All of which, in short - Connie had ended, far too vigorously for the fifth-floor taste - all of which confirmed the Leipzig story, and the suspicion that Kirov had an intelligence role. Then she had slapped the file on the table and passed round her photographs - the very stills, picked up as a matter of routine by French surveillance teams, that had caused the original uproar in the Riga Group headquarters in Paris. Kirov enters an Embassy car. Kirov emerges from the Moscow Narodny carrying a brief-case. Kirov pauses at the window of a saucy bookshop in order to scowl at the magazine covers.

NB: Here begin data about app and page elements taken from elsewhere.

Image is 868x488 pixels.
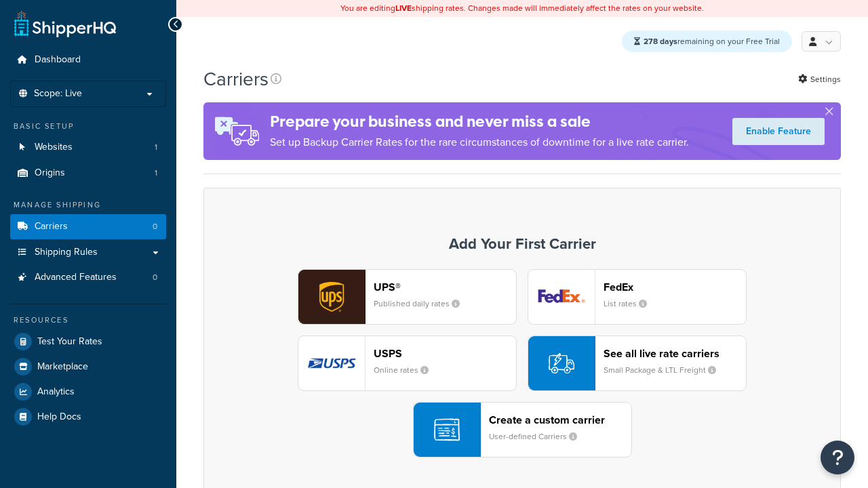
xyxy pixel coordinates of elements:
[434,417,459,443] img: icon-carrier-custom-c93b8a24.svg
[820,440,855,474] button: Open Resource Center
[603,364,727,376] small: Small Package & LTL Freight
[528,270,595,324] img: fedEx logo
[395,2,412,14] b: LIVE
[733,118,825,145] a: Enable Feature
[10,354,166,379] a: Marketplace
[621,30,792,52] div: remaining on your Free Trial
[218,236,827,252] h3: Add Your First Carrier
[34,167,65,179] span: Origins
[10,404,166,429] a: Help Docs
[34,54,81,66] span: Dashboard
[297,269,517,325] button: ups logoUPS®Published daily rates
[298,270,365,324] img: ups logo
[10,160,166,185] li: Origins
[10,135,166,160] li: Websites
[643,35,678,48] strong: 278 days
[373,297,470,310] small: Published daily rates
[549,350,574,376] img: icon-carrier-liverate-becf4550.svg
[34,271,117,283] span: Advanced Features
[10,160,166,185] a: Origins 1
[38,386,74,398] span: Analytics
[34,221,68,232] span: Carriers
[373,281,516,293] header: UPS®
[270,133,689,152] p: Set up Backup Carrier Rates for the rare circumstances of downtime for a live rate carrier.
[10,214,166,239] li: Carriers
[10,240,166,265] a: Shipping Rules
[155,167,157,179] span: 1
[38,411,81,423] span: Help Docs
[489,413,632,426] header: Create a custom carrier
[34,142,73,153] span: Websites
[373,364,439,376] small: Online rates
[297,336,517,391] button: usps logoUSPSOnline rates
[10,379,166,404] a: Analytics
[10,314,166,326] div: Resources
[10,135,166,160] a: Websites 1
[603,281,746,293] header: FedEx
[413,402,632,458] button: Create a custom carrierUser-defined Carriers
[10,265,166,290] a: Advanced Features 0
[10,265,166,290] li: Advanced Features
[528,269,747,325] button: fedEx logoFedExList rates
[34,88,82,99] span: Scope: Live
[603,347,746,360] header: See all live rate carriers
[203,102,270,160] img: ad-rules-rateshop-fe6ec290ccb7230408bd80ed9643f0289d75e0ffd9eb532fc0e269fcd187b520.png
[14,10,116,38] a: ShipperHQ Home
[155,142,157,153] span: 1
[10,199,166,210] div: Manage Shipping
[10,214,166,239] a: Carriers 0
[528,336,747,391] button: See all live rate carriersSmall Package & LTL Freight
[298,336,365,390] img: usps logo
[798,70,841,88] a: Settings
[34,246,98,258] span: Shipping Rules
[38,361,88,373] span: Marketplace
[373,347,516,360] header: USPS
[153,221,157,232] span: 0
[489,430,588,443] small: User-defined Carriers
[270,110,689,133] h4: Prepare your business and never miss a sale
[10,48,166,73] a: Dashboard
[10,329,166,353] a: Test Your Rates
[10,120,166,132] div: Basic Setup
[203,66,268,92] h1: Carriers
[38,336,103,347] span: Test Your Rates
[603,297,657,310] small: List rates
[153,271,157,283] span: 0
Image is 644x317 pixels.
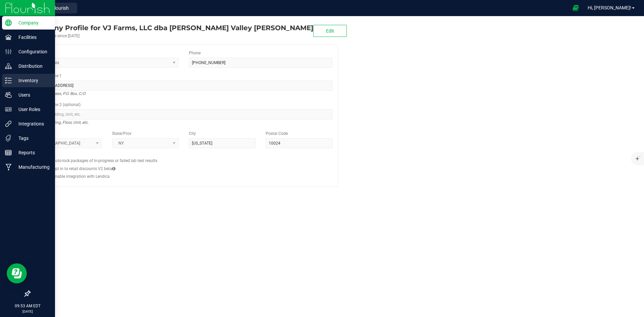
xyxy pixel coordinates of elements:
button: Edit [313,25,347,37]
inline-svg: Inventory [5,77,12,84]
span: Hi, [PERSON_NAME]! [588,5,631,10]
inline-svg: Distribution [5,63,12,69]
p: Users [12,91,52,99]
label: City [189,131,196,137]
p: Distribution [12,62,52,70]
input: (123) 456-7890 [189,58,332,68]
p: Inventory [12,76,52,85]
label: Postal Code [266,131,288,137]
label: State/Prov [112,131,131,137]
div: Account active since [DATE] [29,33,313,39]
div: VJ Farms, LLC dba Hudson Valley Jane [29,23,313,33]
p: Facilities [12,33,52,41]
inline-svg: Configuration [5,48,12,55]
span: Edit [326,28,334,34]
p: Tags [12,134,52,142]
inline-svg: Users [5,91,12,98]
iframe: Resource center [7,264,27,283]
inline-svg: Facilities [5,34,12,41]
inline-svg: User Roles [5,106,12,113]
span: Open Ecommerce Menu [568,1,583,14]
input: City [189,138,256,148]
label: Auto-lock packages of in-progress or failed lab test results [53,158,157,164]
i: Street address, P.O. Box, C/O [35,90,85,97]
input: Suite, Building, Unit, etc. [35,110,332,119]
p: Reports [12,149,52,157]
inline-svg: Reports [5,149,12,156]
inline-svg: Company [5,19,12,26]
p: [DATE] [3,309,52,314]
label: Enable integration with Lendica [53,173,109,179]
p: User Roles [12,105,52,113]
inline-svg: Tags [5,135,12,141]
p: 09:53 AM EDT [3,303,52,309]
input: Postal Code [266,138,332,148]
label: Phone [189,50,200,56]
input: Address [35,81,332,91]
inline-svg: Manufacturing [5,164,12,170]
p: Company [12,19,52,27]
label: Opt in to retail discounts V2 beta [53,166,116,172]
p: Configuration [12,47,52,56]
inline-svg: Integrations [5,120,12,127]
label: Address Line 2 (optional) [35,102,81,108]
i: Suite, Building, Floor, Unit, etc. [35,119,88,126]
p: Integrations [12,120,52,128]
h2: Configs [35,154,332,158]
p: Manufacturing [12,163,52,171]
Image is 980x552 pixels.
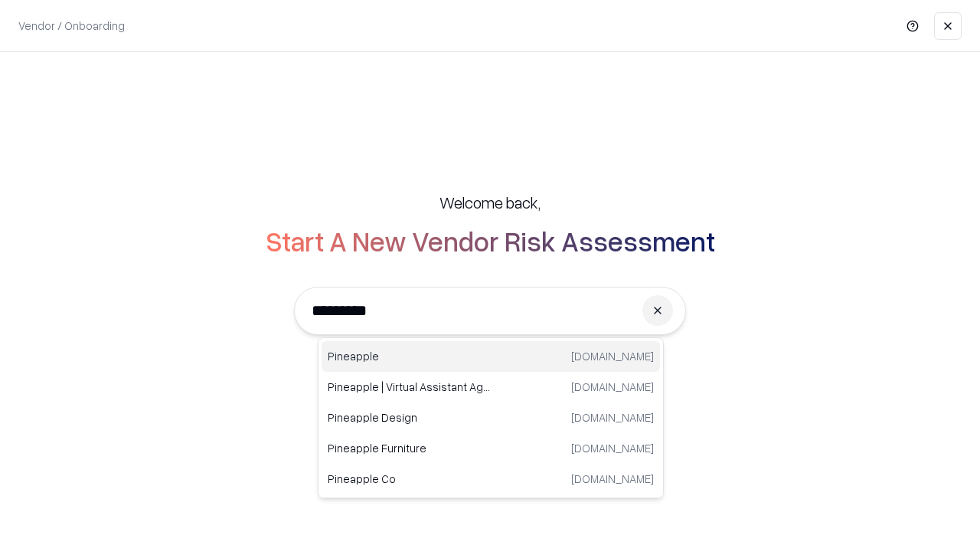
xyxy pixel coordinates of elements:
p: Pineapple [328,348,491,364]
p: [DOMAIN_NAME] [571,379,654,395]
p: Pineapple Design [328,409,491,425]
p: [DOMAIN_NAME] [571,471,654,486]
p: [DOMAIN_NAME] [571,440,654,456]
p: Pineapple Furniture [328,440,491,456]
h5: Welcome back, [440,192,541,213]
p: [DOMAIN_NAME] [571,348,654,364]
h2: Start A New Vendor Risk Assessment [265,225,715,256]
p: Pineapple | Virtual Assistant Agency [328,379,491,395]
div: Suggestions [318,337,664,498]
p: Pineapple Co [328,471,491,486]
p: [DOMAIN_NAME] [571,409,654,425]
p: Vendor / Onboarding [18,18,125,34]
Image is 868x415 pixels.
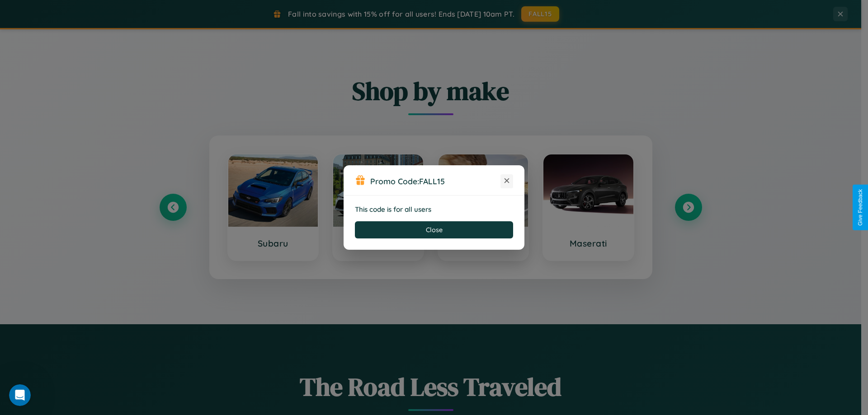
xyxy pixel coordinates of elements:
h3: Promo Code: [370,176,501,186]
strong: This code is for all users [355,205,431,213]
iframe: Intercom live chat [9,385,31,406]
button: Close [355,221,513,238]
div: Give Feedback [857,189,863,226]
b: FALL15 [419,176,445,186]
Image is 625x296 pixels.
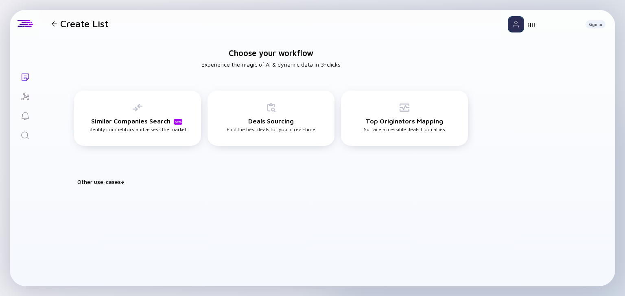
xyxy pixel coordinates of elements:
h1: Create List [60,18,108,29]
a: Reminders [10,106,40,125]
h1: Choose your workflow [229,48,313,58]
h3: Deals Sourcing [248,118,294,125]
img: Profile Picture [508,16,524,33]
div: Identify competitors and assess the market [88,103,186,133]
div: Hi! [527,21,579,28]
div: Surface accessible deals from allies [364,103,445,133]
h3: Similar Companies Search [91,118,184,125]
div: Other use-cases [77,179,474,185]
a: Search [10,125,40,145]
a: Lists [10,67,40,86]
a: Investor Map [10,86,40,106]
h2: Experience the magic of AI & dynamic data in 3-clicks [201,61,340,68]
div: Find the best deals for you in real-time [227,103,315,133]
h3: Top Originators Mapping [366,118,443,125]
div: beta [174,119,182,125]
button: Sign In [585,20,605,28]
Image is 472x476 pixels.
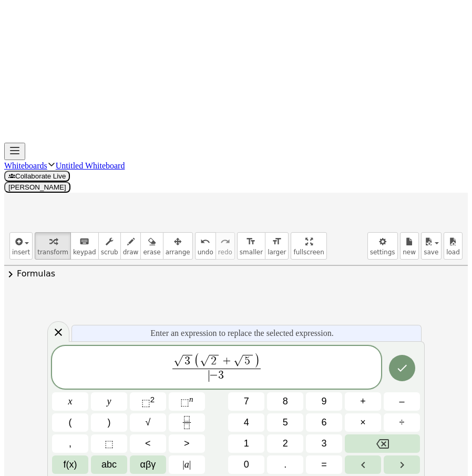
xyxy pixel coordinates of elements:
span: 3 [322,438,327,449]
span: f(x) [63,459,77,470]
span: Enter an expression to replace the selected expression. [150,329,333,338]
span: ( [194,353,200,369]
span: undo [198,248,214,256]
button: 1 [228,434,264,452]
span: – [400,396,405,407]
button: redoredo [215,232,235,259]
span: ) [254,353,260,369]
button: [PERSON_NAME] [4,182,71,193]
span: ​ [209,370,209,382]
span: × [360,417,366,428]
span: − [209,370,218,381]
span: = [321,459,327,470]
button: Squared [130,392,166,410]
button: scrub [98,232,121,259]
i: undo [200,235,210,248]
span: 0 [244,459,249,470]
span: redo [218,248,232,256]
span: 7 [244,396,249,407]
button: keyboardkeypad [71,232,99,259]
span: ÷ [400,417,405,428]
button: Greek alphabet [130,455,166,474]
span: ) [107,417,110,428]
button: , [52,434,88,452]
span: a [182,459,191,470]
button: Functions [52,455,88,474]
span: save [424,248,439,256]
span: 3 [218,370,224,381]
span: x [68,396,72,407]
span: αβγ [140,459,156,470]
sup: 2 [150,394,155,404]
span: ⬚ [180,397,190,407]
button: Greater than [169,434,205,452]
button: Toggle navigation [4,143,25,160]
span: 5 [283,417,288,428]
button: 8 [267,392,304,410]
span: Collaborate Live [8,172,66,180]
button: Absolute value [169,455,205,474]
button: insert [10,232,33,259]
span: 1 [244,438,249,449]
span: transform [37,248,68,256]
span: [PERSON_NAME] [8,183,66,191]
button: load [444,232,463,259]
span: > [184,438,190,449]
span: 6 [322,417,327,428]
span: 2 [283,438,288,449]
button: arrange [163,232,193,259]
button: transform [34,232,71,259]
span: ⬚ [104,438,113,449]
span: load [447,248,460,256]
span: larger [267,248,286,256]
button: draw [120,232,141,259]
button: erase [141,232,163,259]
span: | [190,459,191,469]
button: Alphabet [91,455,127,474]
button: Right arrow [384,455,420,474]
button: Done [389,355,415,381]
span: √ [234,356,243,367]
button: ( [52,413,88,431]
span: insert [12,248,30,256]
span: | [182,459,185,469]
span: , [69,438,71,449]
button: Minus [384,392,420,410]
button: 5 [267,413,304,431]
button: 7 [228,392,264,410]
button: 9 [306,392,342,410]
button: Placeholder [91,434,127,452]
sup: n [190,394,194,403]
a: Whiteboards [4,161,47,170]
button: new [400,232,419,259]
span: 8 [283,396,288,407]
button: . [267,455,304,474]
button: fullscreen [291,232,327,259]
span: 5 [244,355,250,367]
i: keyboard [80,235,89,248]
a: Untitled Whiteboard [56,161,125,170]
span: + [360,396,366,407]
span: fullscreen [293,248,324,256]
button: Collaborate Live [4,170,70,182]
span: settings [370,248,395,256]
button: format_sizelarger [265,232,289,259]
button: format_sizesmaller [237,232,266,259]
button: 4 [228,413,264,431]
span: chevron_right [4,268,17,280]
span: √ [200,356,209,367]
span: y [107,396,111,407]
span: draw [123,248,139,256]
button: Fraction [169,413,205,431]
button: save [421,232,442,259]
span: erase [143,248,161,256]
button: Plus [345,392,381,410]
span: smaller [240,248,263,256]
button: Less than [130,434,166,452]
button: undoundo [195,232,216,259]
button: x [52,392,88,410]
button: 3 [306,434,342,452]
span: 4 [244,417,249,428]
i: redo [220,235,231,248]
button: Left arrow [345,455,381,474]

But none, Smiley reflected - returning to the present - none showing Oleg Kirov and his erstwhile victim Otto Leipzig disporting themselves with a pair of ladies.

'So that was the case, darling,' Connie announced, when she had taken a long pull at her drink. 'We had the evidence of little Otto with plenty on his file to prove him right. We had a spot of collateral from other sources, not oodles, I grant you, but a start. Kirov was a hood, he was newly appointed, but what sort of hood was anybody's guess. And that made him interesting, didn't it darling?'

'Yes,' Smiley said distractedly. 'Yes, Connie, I remember that it did.'

'He wasn't residency mainstream, we knew that from day one. He didn't ride about in residency cars, do night-shifts or twin up with identified fellow hoods, or use their cipher room or attend their weekly prayer-meetings or feed the residency cat or whatever. On the other hand, Kirov wasn't Karla's man, was he, heart? That was the rum thing.'

'Why not?' Smiley asked, without looking at her.

But Connie looked at Smiley all right. Connie made one of her long pauses in order to consider him at her leisure, while outside in the dying elms, the rooks wiself chose the sudden lull to sound a Shakespearean omen of screams. 'Because Karla already had his man in Paris, darling,' she explained patiently. 'As you are very well aware. That old stickler Pudin, the assistant military attach. You remember how Karla always loved a soldier. Still does, for all I know.' She broke off, in order once more to study his impassive face. He had put his chin in his hands. His eyes half closed, were turned towards the floor. 'Besides, Kirov was an idiot, and the one thing Karla never did like was idiots, did he? You weren't too kindly towards them either, come to think of it. Oleg Kirov was foul-mannered, stank, sweated, and stuck out like a fish in a tree wherever he went. Karla would have run a mile before hiring an oaf like that.' Again she paused. 'So would you,' she added.